Like Torquemada in the old Monty Python sketch I begin to prod Paul with the soft cushions, asking him if Eden Burning are now forever lost to the church halls. "Not entirely, the nearest we come to it is that we will work with local promoters to put on gigs in college or school halls in a local area which could function as a youth group pull-in event. To be honest with you we've not played in a church hall for quite some time, apart from when we went to Northern Ireland recently. We feel that the environment isn't quite right for what we do, we feel that it's too much of a barrier for people and, just from an infrastructure point of view, there's just so much equipment to take in that to put on a one-off concert in a church hall is a costly and time consuming thing whereas to go and play in a venue that's set up for that sort of thing is less costly and actually, we think, more effective."

Eden Burning will however be caught doing their thing at a lot of Christian festivals in the summer including Greenbelt, Firm Foundations, Kingston, Soul Survivor and a certain magazine-related affair in Okehampton.

"Yes!" Paul jumps in enthusiastically, "because, in saying what I've said about the church halls we do not want to turn our back on our Christian audience at all, because we would be foolish to say anything else than that they are still the mainstay of our support, without which we could not go forward at all, so we want to really, really keep giving to them what they've given to us."

In the midst of all this festival-hopping is a Sunday afternoon slot at Glastonbury with Why? and lona which should prove interesting.

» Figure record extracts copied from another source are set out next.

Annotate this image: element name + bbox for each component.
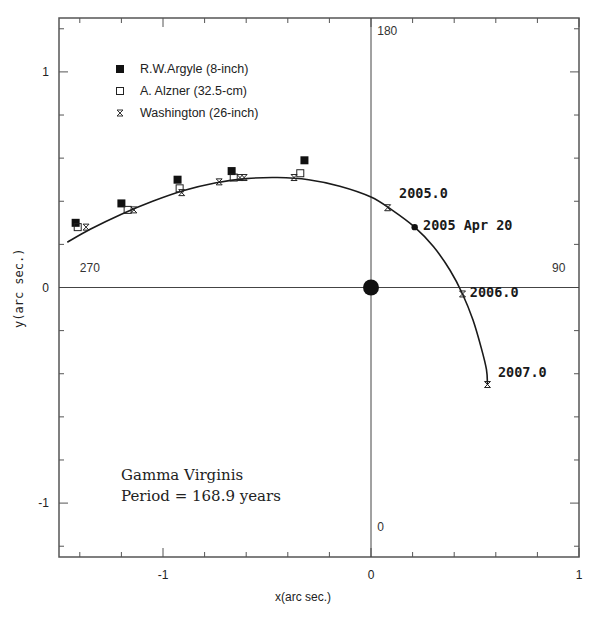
orbital-period: Period = 168.9 years (121, 487, 281, 505)
legend: R.W.Argyle (8-inch) A. Alzner (32.5-cm) … (116, 62, 258, 120)
cross-box-marker (241, 175, 247, 181)
x-tick-label: 0 (368, 568, 375, 582)
y-axis-label: y(arc sec.) (12, 249, 26, 328)
orbit-curve (67, 177, 487, 384)
compass-label: 180 (377, 24, 397, 38)
filled-square-marker (174, 176, 182, 184)
orbit-chart: -101-101 180270900 2005.02005 Apr 202006… (0, 0, 598, 626)
legend-label: Washington (26-inch) (140, 106, 258, 120)
epoch-label: 2006.0 (470, 284, 519, 300)
x-axis-label: x(arc sec.) (275, 590, 331, 604)
info-box: Gamma Virginis Period = 168.9 years (121, 466, 281, 505)
compass-label: 90 (552, 261, 566, 275)
legend-item-washington: Washington (26-inch) (117, 106, 258, 120)
epoch-label: 2005.0 (399, 185, 448, 201)
filled-square-icon (116, 65, 124, 73)
cross-box-icon (117, 110, 123, 116)
epoch-label: 2005 Apr 20 (423, 217, 512, 233)
x-tick-label: 1 (576, 568, 583, 582)
open-square-icon (117, 88, 124, 95)
epoch-dot (411, 224, 417, 230)
legend-label: R.W.Argyle (8-inch) (140, 62, 248, 76)
legend-item-alzner: A. Alzner (32.5-cm) (117, 84, 247, 98)
position-angle-labels: 180270900 (80, 24, 566, 534)
filled-square-marker (72, 219, 80, 227)
y-tick-label: 1 (42, 65, 49, 79)
open-square-marker (297, 170, 304, 177)
compass-label: 270 (80, 261, 100, 275)
y-tick-label: 0 (42, 281, 49, 295)
x-tick-label: -1 (158, 568, 169, 582)
star-name: Gamma Virginis (121, 466, 243, 484)
filled-square-marker (300, 156, 308, 164)
epoch-label: 2007.0 (498, 364, 547, 380)
primary-star (363, 280, 379, 296)
legend-label: A. Alzner (32.5-cm) (140, 84, 247, 98)
y-tick-label: -1 (38, 496, 49, 510)
cross-box-marker (460, 291, 466, 297)
compass-label: 0 (377, 520, 384, 534)
cross-box-marker (83, 224, 89, 230)
legend-item-argyle: R.W.Argyle (8-inch) (116, 62, 248, 76)
tick-labels: -101-101 (38, 65, 582, 582)
epoch-annotations: 2005.02005 Apr 202006.02007.0 (399, 185, 547, 380)
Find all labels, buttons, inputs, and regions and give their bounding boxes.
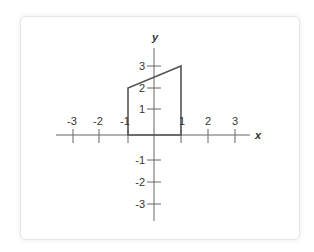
x-tick-label: -2 bbox=[93, 115, 103, 127]
y-tick-label: -3 bbox=[135, 198, 145, 210]
x-tick-label: -1 bbox=[120, 115, 130, 127]
y-tick-label: 2 bbox=[139, 82, 145, 94]
x-axis-label: x bbox=[254, 129, 262, 141]
x-tick-label: -3 bbox=[67, 115, 77, 127]
x-tick-label: 1 bbox=[179, 115, 185, 127]
y-tick-label: -2 bbox=[135, 176, 145, 188]
y-axis-label: y bbox=[151, 31, 159, 43]
coordinate-plane: -3 -2 -1 1 2 3 3 2 1 -1 -2 -3 x y bbox=[0, 0, 314, 252]
y-tick-label: -1 bbox=[135, 154, 145, 166]
x-tick-label: 2 bbox=[205, 115, 211, 127]
y-tick-label: 1 bbox=[139, 103, 145, 115]
x-tick-label: 3 bbox=[232, 115, 238, 127]
y-tick-label: 3 bbox=[139, 60, 145, 72]
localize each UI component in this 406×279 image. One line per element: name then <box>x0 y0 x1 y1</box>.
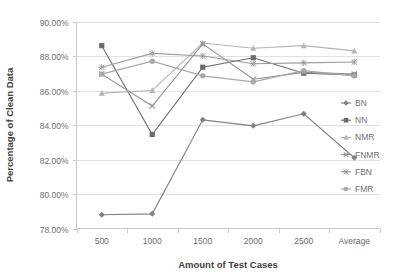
legend-label: NN <box>355 115 367 125</box>
y-tick-label: 84.00% <box>40 121 69 131</box>
series-line <box>102 46 355 135</box>
data-point-marker <box>250 61 256 67</box>
data-point-marker <box>99 212 105 218</box>
series-fnmr <box>99 41 357 108</box>
data-point-marker <box>99 43 104 48</box>
data-point-marker <box>344 187 349 192</box>
x-axis-tick-marks <box>78 229 381 233</box>
x-tick-label: 1500 <box>193 236 212 246</box>
series-line <box>102 61 355 82</box>
data-point-marker <box>150 103 155 108</box>
legend-label: FNMR <box>355 150 380 160</box>
legend-label: FBN <box>355 167 372 177</box>
legend-item-fbn[interactable]: FBN <box>341 167 372 177</box>
x-tick-label: 2500 <box>294 236 313 246</box>
x-axis-title: Amount of Test Cases <box>178 259 278 270</box>
x-tick-label: 1000 <box>143 236 162 246</box>
chart-container: 90.00%88.00%86.00%84.00%82.00%80.00%78.0… <box>0 0 406 279</box>
data-point-marker <box>343 100 348 105</box>
line-chart: 90.00%88.00%86.00%84.00%82.00%80.00%78.0… <box>0 0 406 279</box>
y-tick-label: 80.00% <box>40 190 69 200</box>
x-tick-label: Average <box>338 236 370 246</box>
data-point-marker <box>150 132 155 137</box>
data-point-marker <box>200 73 205 78</box>
data-point-marker <box>351 59 357 65</box>
x-axis-tick-labels: 5001000150020002500Average <box>95 236 371 246</box>
data-point-marker <box>150 59 155 64</box>
data-point-marker <box>301 60 307 66</box>
y-axis-tick-labels: 90.00%88.00%86.00%84.00%82.00%80.00%78.0… <box>40 18 69 235</box>
series-line <box>102 114 355 215</box>
series-line <box>102 53 355 67</box>
y-axis-title: Percentage of Clean Data <box>4 67 15 182</box>
y-tick-label: 86.00% <box>40 87 69 97</box>
data-series <box>99 40 358 218</box>
data-point-marker <box>99 72 104 77</box>
y-tick-label: 90.00% <box>40 18 69 28</box>
data-point-marker <box>99 64 105 70</box>
y-axis-tick-marks <box>73 23 77 230</box>
data-point-marker <box>344 118 349 123</box>
x-tick-label: 2000 <box>244 236 263 246</box>
data-point-marker <box>352 73 357 78</box>
data-point-marker <box>149 211 155 217</box>
legend-label: NMR <box>355 132 374 142</box>
data-point-marker <box>200 65 205 70</box>
series-line <box>102 44 355 106</box>
legend-label: FMR <box>355 184 373 194</box>
legend-item-bn[interactable]: BN <box>341 98 367 108</box>
data-point-marker <box>250 123 256 129</box>
series-fbn <box>99 50 358 70</box>
series-line <box>102 43 355 93</box>
x-tick-label: 500 <box>95 236 109 246</box>
legend-item-fmr[interactable]: FMR <box>341 184 373 194</box>
data-point-marker <box>301 68 306 73</box>
data-point-marker <box>200 53 206 59</box>
y-tick-label: 78.00% <box>40 225 69 235</box>
series-bn <box>99 111 358 218</box>
y-tick-label: 82.00% <box>40 156 69 166</box>
data-point-marker <box>251 55 256 60</box>
y-tick-label: 88.00% <box>40 52 69 62</box>
legend-item-nmr[interactable]: NMR <box>341 132 374 142</box>
series-nmr <box>99 40 358 96</box>
legend-label: BN <box>355 98 367 108</box>
data-point-marker <box>149 50 155 56</box>
chart-legend: BNNNNMRFNMRFBNFMR <box>341 98 380 194</box>
legend-item-nn[interactable]: NN <box>341 115 367 125</box>
data-point-marker <box>251 79 256 84</box>
data-point-marker <box>200 117 206 123</box>
data-point-marker <box>343 169 349 175</box>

"We played at a venue in Shepton Mallett called The Amulet," explained Paul, "which is a stepping stone to getting on at the Avalon Stage at Glastonbury and the organiser at The Amulet liked what we did, he's quite a spiritual type of chap, although you wouldn't call him a Christian he's very spiritually aware and he's obviously attracted to the fact that we're singing about spiritual things, so we're thrilled to get the chance to play there.

Late last year the band commenced a serious attack on the charts with the release of the single "You Could Be The Meadow" which reached No 104. This was followed in February with the second single "Be An Angel" which reached No 123, both singles achieving sales around the 2,000 mark.

'"You Could Be The Meadow' is just a soppy love song," Paul explains. "We've never really released one before, but there you go, had to have a go sooner or later, there's nothing more to that than just a girl/boy love song. It's a bit of a lightweight thing."

The story behind "Be An Angel" is told in Eden's latest newsletter. It's basically revolving around the theme of people who have in one-way or another helped or inspired the band, and thus 'been angels' to them.

"There is a sense in which the help of these folks, certainly that we have received, has been like angels 'ministering' to us," writes Paul. "Now this theology may be too catholic for some and too liberal for others but it's really how I feel, perhaps we have entertained angels at our gigs without realising but I'm sure that we have been aided by angels in return. Is there an angel at your table?"